Rocco nodded and moved to the next man. He was Theodoros, very Greek sounding and looking, but he was Santa, though Santa never looked like that when I was a little girl. His hair was straight and as black as Sanchez's and my own. He was the proverbial tall, dark, and handsome, if you were into jocks. I wondered how in hell he'd earned the nickname “Santa.” It was Spanish for
saint
, but somehow I didn't think that's what they were going for.
Santa didn't have any trouble shaking my hand and not letting me feel anything but a firm handshake. It would be a point of pride for him and the last man. Sanchez had blown it; they'd work harder because of it.
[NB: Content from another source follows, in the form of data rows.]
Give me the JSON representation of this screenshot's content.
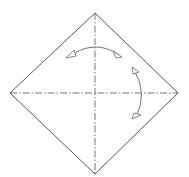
{
  "diagram": {
    "type": "origami-fold-diagram",
    "colors": {
      "background": "#ffffff",
      "line": "#555555",
      "fold_line": "#666666",
      "arrow": "#666666"
    },
    "paper": {
      "vertices": {
        "top": [
          95,
          13
        ],
        "right": [
          178,
          93
        ],
        "bottom": [
          95,
          174
        ],
        "left": [
          10,
          93
        ]
      }
    },
    "fold_lines": [
      {
        "name": "vertical-diagonal",
        "style": "dash-dot",
        "from": [
          95,
          13
        ],
        "to": [
          95,
          174
        ]
      },
      {
        "name": "horizontal-diagonal",
        "style": "dash-dot",
        "from": [
          10,
          93
        ],
        "to": [
          178,
          93
        ]
      }
    ],
    "arrows": [
      {
        "name": "fold-unfold-arrow-horizontal",
        "direction": "left-right",
        "kind": "fold-and-unfold"
      },
      {
        "name": "fold-unfold-arrow-vertical",
        "direction": "up-down",
        "kind": "fold-and-unfold"
      }
    ]
  }
}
The last man was also ethnic, but I wasn't entirely sure what flavor. His short hair was curly enough to be African American, but the skin tone and facial features were not quite that. He, too, was tall, dark, and handsome, but in a different way. His eyes couldn't decide if they were dark brown or black. They were somewhere in between my dark brown and Rocco's almost black. But either color, they were framed by strangely short but very, very thick lashes, so that his eyes looked bigger and more delicate than they were, like something edged in black lace.
“Moonus, Moon,” Rocco said.
We smiled; we shook. Rocco motioned me to follow him to the front of the room. We stood in front of the whiteboard. “I'm Cannibal.” Like Spider, Cannibal made me wonder why that name.
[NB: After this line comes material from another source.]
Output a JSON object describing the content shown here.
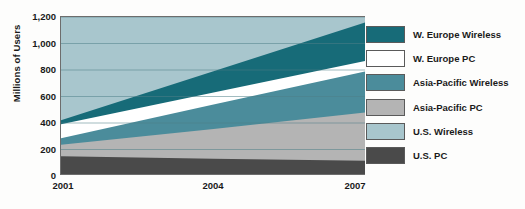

“If we're doing first names and nicknames, then I'm Anita.”
“We heard you had a nickname,” Cannibal said.
I just looked at him, waited for him to say it.
“The Executioner.”
I nodded. “The vampires call me that, yeah.”
Davey called out, “You look a little short to be the Executioner.”
“Everyone looks short to you, Davis,” I said. “What are you, six-four?”
“Six-five,” he said.
“Jesus, most of the human population must look short to you, unless you're at work.”
They laughed at him, and with me, which was good. The sergeant quieted the laughter with a gesture and said, “We do use nicknames, Marshal; do you want us to use yours?”